Trump trumpeted the Court's action, with two liberal justices dissenting, as a "big win" for the administration. The Court's brief, unsigned order in Barr v. East Bay Sanctuary Covenant greenlighted new rules that a federal judge in San Francisco had found to be inconsistent with U.S. asylum law and that a federal appeals court had blocked pending the government's appeal.
Apart from the merits of the issue, the episode is significant as the administration's most recent instance of asking the Court for "extraordinary" relief in high-profile legal disputes after losing in lower courts. Under ordinary procedures, the losing party in a lawsuit is not entitled to stay the effect of a lower court decision while pressing its appeal.
The Trump administration, however, has resorted with what one expert calls "unprecedented frequency" to asking the Supreme Court to stay adverse decisions in lower courts with the outcome on appeal uncertain. Steven Vladeck, a law professor at the University of Texas in Austin, shows in a new law journal article that the Trump administration has sought extraordinary relief from the Supreme Court more than 30 times in the past three years, more than twice the number of such instances by the previous two administrations over the previous 16 years.
The Court's decision to allow the new asylum rules marks the second time in less than three months that the justices let this most lawless of presidents put into effect a policy on a highly charged political issue that a lower court had blocked. The justices divided 5-4 in an unsigned order issued on July 28 that allowed the administration to transfer Defense Department funds to Trump's southern border wall after Congress refused to appropriate funds for that purpose.
In that instance, the Court gave a reason of sorts for its action. The unsigned, one-paragraph order noted "strong doubts" that the environmental groups challenging the reprogramming of military funds had legal standing to vindicate Congress's authority over federal spending. Vladeck criticizes both the administration's tactics and what he calls the Court's "acquiescence" in the unusual practice as short-circuiting ordinary appellate procedures to the disadvantage of private parties challenging the government.
Ostensibly, the Court's rules requires an applicant seeking a stay of a lower court decision pending appeal to show it will suffer irreparable injury without a stay. Vladeck notes that Roberts has written that the government suffers an irreparable injury when blocked from putting its policies into effect during a legal challenge. Private plaintiffs unsuccessfully challenging a government policy do not get that kind of solicitude if they complain of irreparable injury while they suffer the effects of the challenged policy.
The Trump administration has had what Vladeck calls a "middling" success rate on these extraordinary requests. Along with the latest wins on asylum rules and the border wall funding, the administration was also allowed to put into effect its limits on transgender military service members despite four lower court rulings to block it.

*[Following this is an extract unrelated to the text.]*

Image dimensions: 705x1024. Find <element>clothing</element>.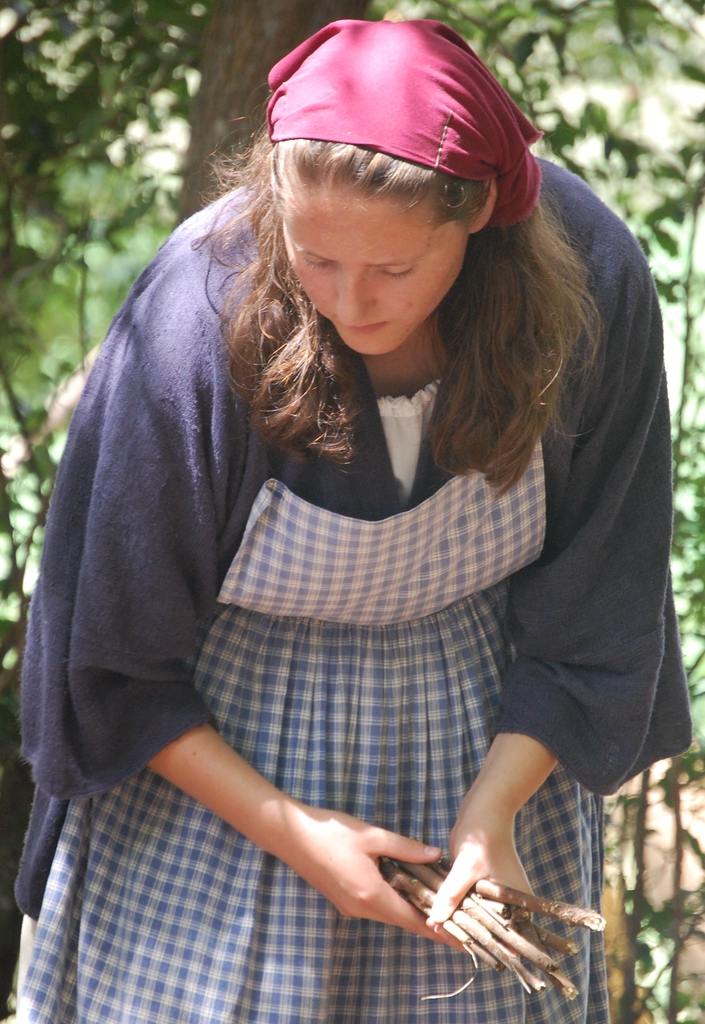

The justices also favored the administration by blocking the federal judge in the census case from deposing Commerce Secretary Wilbur Ross under oath about his reasons for adding a citizenship question to the 2020 census. On the other hand, the Court refused to let the administration rescind the Obama policy known as DACA deferred action for childhood arrivals pending a final decision in the cases challenging the administration's action.
In the most recent instance, Justice Sonia Sotomayor cited Vladeck's study in criticizing the Court's receptivity to the administration's pleas. "[G]ranting a stay pending appeal should be an 'extraordinary' act," she wrote, quoting a prior decision. "Unfortunately, it appears the Government has treated this exceptional mechanism as a new normal. Historically, the Government has made this kind of request rarely; now it does so reflexively."
Vladeck implicitly argues that the full Court should be objecting to the administration's tactics. The Court, he notes, has made "no suggestion . . . that the Solicitor General is abusing his unique position, is taking advantage of his special relationship, or is otherwise acting in a manner unbecoming the office he holds."
The administration and its supporters defend the practice by complaining that federal district court judges have been freer than in the past in issuing nationwide injunctions to block administration policies pending appeals. Attorney General William Barr noted in an op-ed in the The Wall Street Journal that federal judges have issued 40 nationwide injunctions during the Trump years, but issued only 20 such rulings during the eight years of the Obama administration.
Jonathan Turley, a frequent legal affairs commentator and law professor at George Washington University Law School, similarly sees the administration's tactics as a response to nationwide injunctions, which he says create "a dysfunctional element in the court system and a more direct avenue to the Supreme Court for the government." Some of the justices, he adds, appear to be "losing patience with national injunctions by trials . . . ."
The Roberts Court has been less than evenhanded in the area. The Court took no action to allow the Obama administration to put its so-called DAPA policy deferred action for parents of Americans into effect after a federal judge in Texas issued a nationwide injunction to block the policy. The Court's solicitude toward Trump's policies is further evidence, alas, that the five Republican-appointed justices did not leave their party registration cards behind them after donning their judicial robes.